When we in prayer and contemplation abiding in this truth, abiding in the awareness of how God is toward everything and everyone, including you and me, we come to discover that we can let go. We can let go of our narcissism and our ego-centricities and the myriad ways we pull people into our orbits, into our inward worlds, to meet our needs and allay our fears, and maybe come to discover and really see, the needs of our brothers and sisters and begin to help. We can let go of our need to dominate, manipulate or control people, feelings, situations, outcomes. Sometimes agape means letting go of the people we love, of relationships, the letting go of dreams and aspirations. There is a grace that is found in such moments of release. For agape does not insist on its own way (1 Cor. 13: 4). We can let go of our anxieties and our worries about the future, our income, our children, our nation. We can let go of the past, of our hurts and regrets. Then we might be able to focus on the needs of the people around us and really serve. All of this mind might sound Buddhist. It might be closer to the Chinese Taoist philosopher Lao Tzu (c. 604-531 BC) who said, By letting it go it all gets done. The world is won by those who let it go. Didn t Jesus say the same thing about losing letting go in order to find? There s a difference though, it seems to me. Jesus offers this way of being as an expression of love itself, because love is free to let things go, and when that

happens we gain everything, a hundredfold and more. We don t gain the world by grasping, and hording, and accumulating, but by letting it go, releasing it from our grasp, letting it be in love. We give it away. We find Jesus saying the same thing in the Gospel of Thomas, Whoever finds the cosmos and become rich must ultimately let the cosmos go (Logion 110). Or, as Presbyterian writer and minister, Frederick Buchner put it, We find by losing. We hold fast by letting go. We become something new by ceasing to be something old. This seems to be close to the heart of that mystery. I know no more now than I ever did about the far side of death as the last letting-go of all, but now I know that I do not need to know, and that I do not need to be afraid of not knowing. God knows. That is all that matters. You don t get to this insight by thinking your way there, but from coming to abide in love, to rest, to trust, to know that I do not need to know and do not be afraid. I was really struck with what Richard Rohr says about all of this in Falling Upward.
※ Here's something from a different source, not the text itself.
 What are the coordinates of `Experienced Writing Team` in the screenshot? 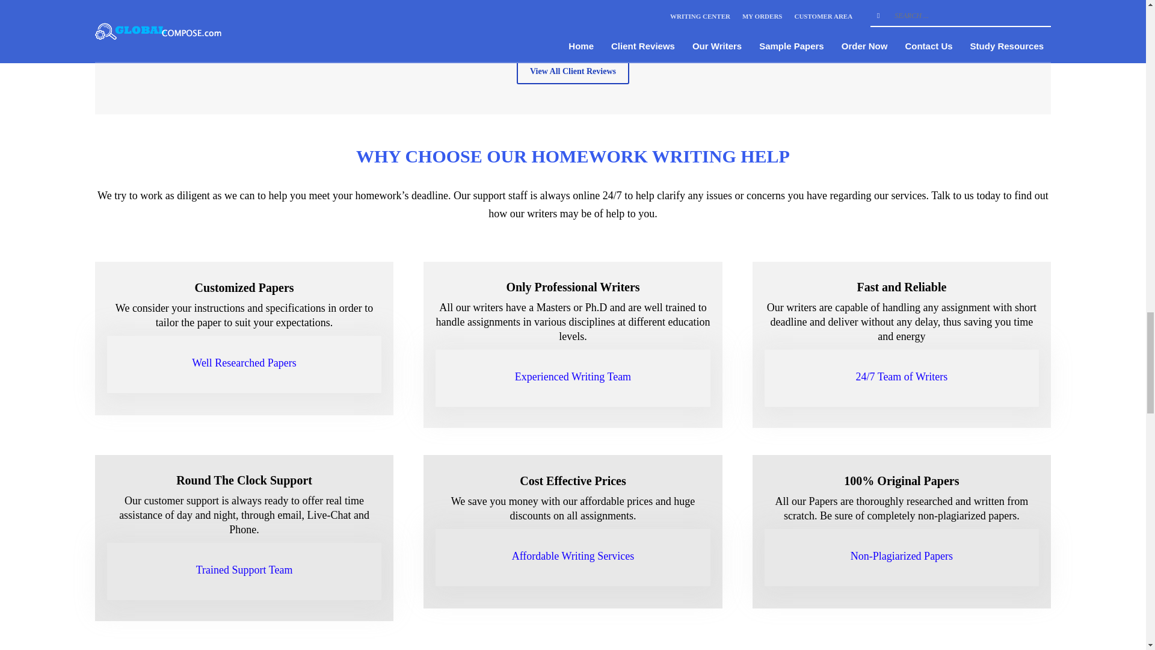 It's located at (573, 377).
For all of our talk about love (agape), it s easy to overlook that Jesus praised faith and trust even more than love. Not because agape is secondary to faith, but because it takes a foundational trust to fall into God s love, to trust it, that frees us to let go. Then, and only then, will

deeper love happen. It s a deeper love that is forever calling us to let go in order to be open to the larger vision and purpose and hope and glory of God s love.